Trump triggers battle over energy nominees
President Trump is facing a new fight with Democrats and greens over his energy agenda.
Trump last week nominated two officials to the Federal Energy Regulatory Commission (FERC), which is responsible for permitting decisions on hot-button energy projects such as natural gas pipelines and export terminals.
Those projects are increasingly in the crosshairs of environmental activists and Democrats, who are vowing to fight Trump’s nominees: Neil Chatterjee, an energy aide to Senate Majority Leader Mitch McConnell (R-Ky.), and Robert Powelson, a Pennsylvania utilities regulator.
Greens have long targeted FERC, seeing the agency, which has easily signed off on infrastructure projects, as a rubber stamp for the energy industry.
But the commission’s goals overlap with two prominent Trump initiatives: promoting American natural gas production and getting a $1 trillion package for U.S. infrastructure projects.
Both sides see it as a crucial fight for setting the agenda on American domestic energy production.
Trump’s nominations also come as the agency’s board faces the prospect of dwindling to only one member by this fall, raising the stakes for both sides.
More than 160 activist groups have already signed a petition urging the Senate to oppose Trump’s picks, asking senators “to speak out about the myriad problems with FERC and press Trump’s nominees about its rubber-stamp history for gas industry expansion.”
The groups said in a statement that they had organized phone call campaigns on FERC and are planning to hold a lobbying event in Washington later this month opposing nominations to the commission.
John Moore, the director of the Sustainable FERC Project at the Natural Resources Defense Council, said he hopes Trump’s nominees will make permitting decisions that facilitate the expansion of renewable energy or allow states to move forward with proposals to increase clean electricity standards.
“Facilitate, don’t frustrate,” Moore said. “I hope the nomination process sticks to the facts, rather than going down the road of red herrings or political arguments in favor of fossil fuels or other energy choices.”
The energy industry, on the other hand, has been openly frustrated by how long it took Trump to put forward FERC nominees and hopes to see them quickly confirmed.
The commission lost its quorum in February when then-Chairman Norman Bay, a controversial appointee of former President Barack Obama, resigned, leaving the commission with only two members. A cadre of projects valued at $50 billion, according to Bloomberg, has stalled while awaiting approval from FERC.
Last month, another Obama appointee, Colette Honorable, announced she would not seek another term when her tenure expires in June, raising the possibility that the board’s membership could fall to only a sole member, acting Chairwoman Cheryl LaFleur, a Democrat.
Energy industry groups quickly gave their stamp of approval to the picks and urged Congress to fast-track their confirmations.
“I think, politically, there is a commitment to move expeditiously,” said Christopher Guith, the vice president of the Chamber of Commerce’s Institute for 21st Century Energy.
“That is especially relative these days because you have a minority using every avenue to delay every nomination, but at the end of the day, not only do they not have the votes to stop the average nomination, but in this case I don’t think you’re going to find much
opposition to begin with.”
Democrats, though, are gearing up to fight Trump’s nominees.
Sen. Maria Cantwell (D-Wash.), the ranking member of the Senate Energy and Natural Resources Committee, said Democrats are likely to oppose confirming Trump’s two Republican picks until he also nominates a Democrat to the five-member board. The board usually contains only three members from the president’s party.
Cantwell and Senate Democrats sent Trump a letter in March asking him to “honor this long-standing practice in nominating individuals to serve on the commission.” She predicted this week that Democrats, from Senate Minority Leader Charles Schumer (D-N.Y.) on down, would oppose the picks until a Democrat is included as well.
“You can have hearings, but whether we’re going to move forward with them without Democrats, I think the answer that Sen. Schumer would give is no,” Cantwell said on Thursday.
Schumer’s office did not reply to a request for comment on Friday. The White House did not answer questions related to the potential search for a Democratic nominee.
A spokeswoman for Sen. Lisa Murkowski (R-Alaska), the energy panel’s chairwoman, said the committee will hold confirmation hearings on the nominees when members receive their paperwork.
In a statement Thursday, Murkowski praised Trump’s nominees as “well-qualified,” and she said she would “seek to confirm them as expeditiously as possible.”
Despite rumblings from Democrats, Guith predicted an easier path forward for Trump’s nominees than some put forward by Obama, who notably had to cut a deal with Republicans in 2014 in order to get Bay installed as chairman.
“There were definitely a handful of nominations in the previous administration that made FERC more politicized than it had been, to the point where people were opposing nominations, but I think things have gotten back on track,” Guith said.
But, he cautioned, “If FERC is getting front-page headlines, that’s probably not a good thing.”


### WHAT IS REQUIRED
Omit the images. Restate all of the records word for word.

### SOURCE MATERIAL
§ §
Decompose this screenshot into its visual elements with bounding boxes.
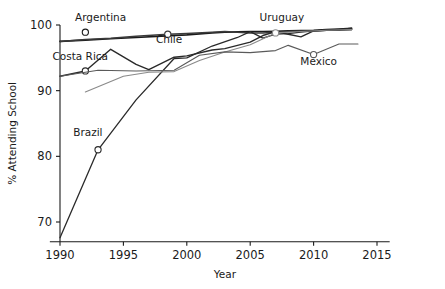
series-marker-uruguay [272, 30, 278, 36]
series-label-mexico: Mexico [300, 55, 337, 67]
series-marker-brazil [95, 147, 101, 153]
series-label-chile: Chile [156, 33, 182, 45]
series-label-uruguay: Uruguay [260, 11, 305, 23]
line-chart-figure: 199019952000200520102015708090100Year% A… [0, 0, 445, 289]
x-tick-label: 2000 [172, 248, 201, 262]
y-tick-label: 80 [37, 149, 52, 163]
y-tick-label: 100 [30, 18, 52, 32]
chart-canvas: 199019952000200520102015708090100Year% A… [0, 0, 445, 289]
series-label-brazil: Brazil [73, 126, 102, 138]
x-tick-label: 2010 [299, 248, 328, 262]
x-tick-label: 2015 [362, 248, 391, 262]
series-marker-argentina [82, 29, 88, 35]
y-tick-label: 70 [37, 215, 52, 229]
x-tick-label: 1995 [109, 248, 138, 262]
x-tick-label: 2005 [236, 248, 265, 262]
x-axis-title: Year [213, 268, 237, 280]
y-tick-label: 90 [37, 84, 52, 98]
y-axis-title: % Attending School [6, 82, 18, 185]
series-label-costa-rica: Costa Rica [53, 50, 109, 62]
series-label-argentina: Argentina [75, 11, 126, 23]
x-tick-label: 1990 [45, 248, 74, 262]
§ §
### ANSWER FOR THIS EXERCISE
Decompose this screenshot into its visual elements with bounding boxes.
series-marker-uruguay [272, 30, 278, 36]
series-label-mexico: Mexico [300, 55, 337, 67]
series-marker-brazil [95, 147, 101, 153]
series-label-chile: Chile [156, 33, 182, 45]
series-label-uruguay: Uruguay [260, 11, 305, 23]
line-chart-figure: 199019952000200520102015708090100Year% A… [0, 0, 445, 289]
x-tick-label: 2000 [172, 248, 201, 262]
y-tick-label: 80 [37, 149, 52, 163]
y-tick-label: 100 [30, 18, 52, 32]
chart-canvas: 199019952000200520102015708090100Year% A… [0, 0, 445, 289]
series-label-brazil: Brazil [73, 126, 102, 138]
x-tick-label: 2010 [299, 248, 328, 262]
x-tick-label: 2015 [362, 248, 391, 262]
series-marker-argentina [82, 29, 88, 35]
y-tick-label: 70 [37, 215, 52, 229]
x-tick-label: 1995 [109, 248, 138, 262]
x-tick-label: 2005 [236, 248, 265, 262]
x-axis-title: Year [213, 268, 237, 280]
y-tick-label: 90 [37, 84, 52, 98]
y-axis-title: % Attending School [6, 82, 18, 185]
series-label-costa-rica: Costa Rica [53, 50, 109, 62]
series-label-argentina: Argentina [75, 11, 126, 23]
x-tick-label: 1990 [45, 248, 74, 262]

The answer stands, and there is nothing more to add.